Interweaving introspection with political commentaries, biography with history, The Promised Land (1912) brings to life the transformation of an East European Jewish immigrant into an American citizen. Mary Antin recounts "the process of uprooting, transportation, replanting, acclimitization, and development that took place in my own soul," and reveals the impact of a new culture and new standards of behavior on her family. A feeling of divisions—between Russia and America, Jews and Gentiles, Yiddish and English—ever-present in her narrative, is balanced by insights, amusing and serious, into ways to overcome them. In telling the story of one person, The Promised Land illuminates the lives of hundreds of thousands. This Penguin Twentieth-Century Classics edition includes eighteen black-and-white photographs from the book's first edition and reprints for the first time Antin's essay "How I wrote The Promised Land."

The Promised Land

The Promised Land
Author: Mary Antin
Publisher:
Total Pages: 438
Release: 1912
Genre: Jews
ISBN:

Autobiographical.

The Fix Is Still In

The Fix Is Still In
Author: Brian Tuohy
Publisher: Feral House
Total Pages: 232
Release: 2019-06-04
Genre: Sports & Recreation
ISBN: 1627310878

In this long-anticipated sequel to his jarring takedown of professional sports, The Fix Is In, internationally recognized game fixing expert and scholarly authority Brian Tuohy further reveals the truths all sports fans need to know.
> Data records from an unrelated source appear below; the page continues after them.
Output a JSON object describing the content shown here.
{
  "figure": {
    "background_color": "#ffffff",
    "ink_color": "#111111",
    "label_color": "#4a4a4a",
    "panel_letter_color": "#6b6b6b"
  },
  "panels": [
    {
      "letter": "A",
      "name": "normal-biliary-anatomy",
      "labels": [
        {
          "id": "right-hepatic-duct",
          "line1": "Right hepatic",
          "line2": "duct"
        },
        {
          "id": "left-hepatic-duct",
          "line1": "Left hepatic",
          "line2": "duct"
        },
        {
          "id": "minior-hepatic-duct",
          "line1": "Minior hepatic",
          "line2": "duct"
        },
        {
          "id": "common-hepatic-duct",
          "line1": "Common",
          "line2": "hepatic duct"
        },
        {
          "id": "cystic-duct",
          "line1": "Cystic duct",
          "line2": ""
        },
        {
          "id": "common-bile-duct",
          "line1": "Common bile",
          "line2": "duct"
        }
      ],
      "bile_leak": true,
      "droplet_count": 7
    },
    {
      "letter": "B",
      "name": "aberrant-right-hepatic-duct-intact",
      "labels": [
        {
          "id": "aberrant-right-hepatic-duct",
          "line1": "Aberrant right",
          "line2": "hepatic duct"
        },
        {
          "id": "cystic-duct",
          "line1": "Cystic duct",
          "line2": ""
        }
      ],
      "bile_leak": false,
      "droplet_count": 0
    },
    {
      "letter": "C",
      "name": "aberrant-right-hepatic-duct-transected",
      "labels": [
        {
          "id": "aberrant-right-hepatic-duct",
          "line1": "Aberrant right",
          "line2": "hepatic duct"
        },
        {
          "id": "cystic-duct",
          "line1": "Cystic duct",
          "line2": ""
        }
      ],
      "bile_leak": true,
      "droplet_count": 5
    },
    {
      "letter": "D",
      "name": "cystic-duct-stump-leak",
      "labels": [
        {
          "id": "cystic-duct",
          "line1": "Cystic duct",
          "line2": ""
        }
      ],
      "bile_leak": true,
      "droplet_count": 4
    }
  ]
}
Based on dedicated research and previously unreleased FBI files, each chapter exposes sports in a manner none of the major leagues’ broadcast partners would dare attempt. No sport or league is spared as Tuohy rips through not only the likes of the NFL, NBA, MLB, NHL, and NASCAR, but also the PGA, UFC, eSports, horse racing, boxing, and both NCAA football and basketball. Along the way, championships are revealed as frauds, referees are exposed as accomplices, and legends are demolished. No sports fans should watch another game until they read this book and understand what truly is being presented as “pure” in America’s professional sports leagues.

The Boxing Kings

The Boxing Kings
Author: Paul Beston
Publisher: Rowman & Littlefield
Total Pages: 374
Release: 2017-09-08
Genre: Sports & Recreation
ISBN: 1442272902

For much of the twentieth century, boxing was one of America’s most popular sports, and the heavyweight champions were figures known to all. Their exploits were reported regularly in the newspapers—often outside the sports pages—and their fame and wealth dwarfed those of other athletes. Long after their heyday, these icons continue to be synonymous with the “sweet science.” In The Boxing Kings: When American Heavyweights Ruled the Ring, Paul Beston profiles these larger-than-life men who held a central place in American culture. Among the figures covered are John L. Sullivan, who made the heavyweight championship a commercial property; Jack Johnson, who became the first black man to claim the title; Jack Dempsey, a sporting symbol of the Roaring Twenties; Joe Louis, whose contributions to racial tolerance and social progress transcended even his greatness in the ring; Rocky Marciano, who became an embodiment of the American Dream; Muhammad Ali, who took on the U.S. government and revolutionized professional sports with his showmanship; and Mike Tyson, a hard-punching dynamo who typified the modern celebrity. This gallery of flawed but sympathetic men also includes comics, dandies, bookworms, divas, ex-cons, workingmen, and even a tough-guy-turned-preacher. As the heavyweight title passed from one claimant to another, their stories opened a window into the larger history of the United States. Boxing fans, sports historians, and those interested in U.S. race relations as it intersects with sports will find this book a fascinating exploration into how engrained boxing once was in America’s social and cultural fabric.